Builder is for loops, not one-offs.

Pitfalls and compiler errors

Case conversion in Go has several traps. The first is manual byte manipulation. Some developers try to optimize by iterating over bytes and flipping bits. This works for ASCII but breaks on UTF-8.

// BAD: This only works for ASCII.
func badToUpper(s string) string {
	b := []byte(s)
	for i := range b {
		if b[i] >= 'a' && b[i] <= 'z' {
			b[i] -= 32
		}
	}
	return string(b)
}

This code fails on characters like Γ© or Γ±. The byte representation of these characters spans multiple bytes. Modifying individual bytes corrupts the encoding. The result is invalid UTF-8. Always use strings.ToUpper or iterate over runes.

The second trap is strings.Title. This function was deprecated in Go 1.18. It attempted to capitalize the first letter of each word. The implementation relied on a simple "is lower case" check that failed for many Unicode scripts. It also treated any non-letter as a word boundary, which produced unexpected results for punctuation.

// Deprecated: strings.Title uses a simple title casing algorithm
// that does not handle Unicode correctly in all cases.
t := strings.Title("hello world") // "Hello World"

Use strings.ToTitle instead. It converts all letters to title case. It is more consistent, though it still uses the default Unicode case mapping. If you need locale-aware title casing, the standard library does not provide it. You must use the golang.org/x/text/cases package.
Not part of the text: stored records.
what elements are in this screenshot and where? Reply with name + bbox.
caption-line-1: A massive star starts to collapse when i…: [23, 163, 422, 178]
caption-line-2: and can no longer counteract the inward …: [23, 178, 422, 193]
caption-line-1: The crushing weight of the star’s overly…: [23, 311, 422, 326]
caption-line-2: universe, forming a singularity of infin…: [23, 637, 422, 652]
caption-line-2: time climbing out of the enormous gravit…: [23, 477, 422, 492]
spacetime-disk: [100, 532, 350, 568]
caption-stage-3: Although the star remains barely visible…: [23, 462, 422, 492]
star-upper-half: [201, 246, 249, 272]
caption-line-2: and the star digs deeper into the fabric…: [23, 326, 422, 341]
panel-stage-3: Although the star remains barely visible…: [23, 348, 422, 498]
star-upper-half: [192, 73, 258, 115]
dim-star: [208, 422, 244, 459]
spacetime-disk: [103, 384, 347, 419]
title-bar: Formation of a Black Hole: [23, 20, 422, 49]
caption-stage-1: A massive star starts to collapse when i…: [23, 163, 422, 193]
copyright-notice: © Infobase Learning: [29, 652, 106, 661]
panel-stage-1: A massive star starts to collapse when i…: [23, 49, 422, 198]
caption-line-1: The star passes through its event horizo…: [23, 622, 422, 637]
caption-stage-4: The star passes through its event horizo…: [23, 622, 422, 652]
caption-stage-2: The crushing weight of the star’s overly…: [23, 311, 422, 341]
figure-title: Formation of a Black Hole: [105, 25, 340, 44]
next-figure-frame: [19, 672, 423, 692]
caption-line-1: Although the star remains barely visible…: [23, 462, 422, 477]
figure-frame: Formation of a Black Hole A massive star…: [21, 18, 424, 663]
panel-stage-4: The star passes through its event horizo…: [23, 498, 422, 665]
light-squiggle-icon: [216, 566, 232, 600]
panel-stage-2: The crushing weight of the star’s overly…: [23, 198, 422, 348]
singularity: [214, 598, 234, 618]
The third trap is assuming case conversion is cheap in tight loops. Every call allocates a new string. If you are processing millions of strings, the garbage collector will work hard. Profile your code. If allocation is the bottleneck, consider reusing buffers or processing data in a streaming fashion.

The compiler catches type mismatches. If you try to assign the result of ToUpper to a byte slice, you get an error.

s := "hello"
var b []byte
b = []byte(strings.ToUpper(s)) // Valid, but creates two allocations.
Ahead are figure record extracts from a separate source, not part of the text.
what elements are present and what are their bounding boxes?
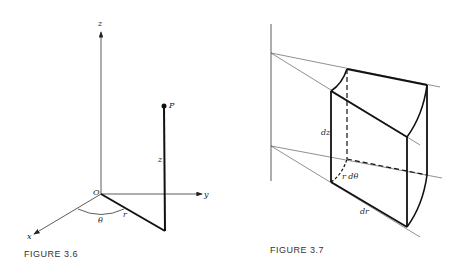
radius-line [101,194,165,231]
figure-caption: FIGURE 3.6 [24,249,78,259]
point-label: P [168,101,175,110]
radius-label: r [123,210,128,219]
edge-top-front [331,91,407,137]
rdtheta-label: r dθ [342,172,358,181]
edge-bottom-back-hidden [347,159,427,175]
theta-arc [78,209,124,215]
dr-label: dr [360,207,370,216]
arc-top-right [407,85,427,137]
figure-3-6: z y x O P z r θ FIGURE 3.6 [24,19,209,259]
figure-3-7: dz r dθ dr FIGURE 3.7 [270,24,442,255]
origin-label: O [93,188,100,197]
figures-canvas: z y x O P z r θ FIGURE 3.6 dz r dθ dr FI… [0,0,465,264]
point-p [162,104,167,109]
height-line [164,106,165,231]
z-axis-label: z [97,19,103,28]
dz-label: dz [321,128,331,137]
angle-label: θ [98,216,103,225]
height-label: z [157,155,163,164]
x-axis [34,194,101,234]
edge-top-back [347,69,427,85]
figure-caption: FIGURE 3.7 [270,245,324,255]
arc-bottom-right [407,175,427,227]
x-axis-label: x [27,232,32,241]
arc-top-left [331,69,347,91]
edge-bottom-front [331,182,407,227]
y-axis-label: y [203,190,209,199]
This works, but it allocates a string and then a byte slice. If you need a byte slice, convert the input first, then transform the bytes. Or use strings.ToUpper and convert the result. The cost is usually negligible unless you are in a hot path.

Unicode complexity and locale

Go's strings package uses the default Unicode case mapping. This mapping is language-agnostic. It works for most use cases. It does not handle locale-specific rules.

In Turkish, the letter i has two different uppercase forms. Dotted i becomes Δ°. Dotless Δ± becomes I. The default mapping converts i to I. This is correct for English but wrong for Turkish. If your application serves Turkish users, strings.ToUpper will produce incorrect results for some inputs.

The same issue applies to case folding for comparison. Comparing strings after converting to lowercase is a common pattern. It fails for Turkish I and i. The golang.org/x/text/cases package provides locale-aware conversion. It takes a language.Tag and applies the correct rules.

import "golang.org/x/text/cases"
import "golang.org/x/text/language"

// Turkish case converter.
turkishUpper := cases.Upper(language.Turkish)
result := turkishUpper.String("istanbul") // "Δ°STANBUL"

Using the x/text package adds a dependency. It is heavier than the standard strings package. Use it only when locale correctness is required. For internal identifiers, database keys, or English-only text, the standard library is sufficient.

Unicode breaks simple math. Trust the library.

Decision matrix

Choose the right tool based on your constraints.

Use strings.ToUpper when you need to normalize ASCII or basic Unicode text for comparison or display. Use strings.ToLower when you want case-insensitive matching for English or default Unicode rules. Use strings.ToTitle when you need to capitalize all letters in a string, such as for headers or labels. Use strings.Builder when you are constructing a large string from many parts in a loop to reduce allocation overhead. Use golang.org/x/text/cases when your application must handle locale-specific case rules like Turkish or Lithuanian. Use plain sequential code when you don't need concurrency: the simplest thing that works is usually the right thing.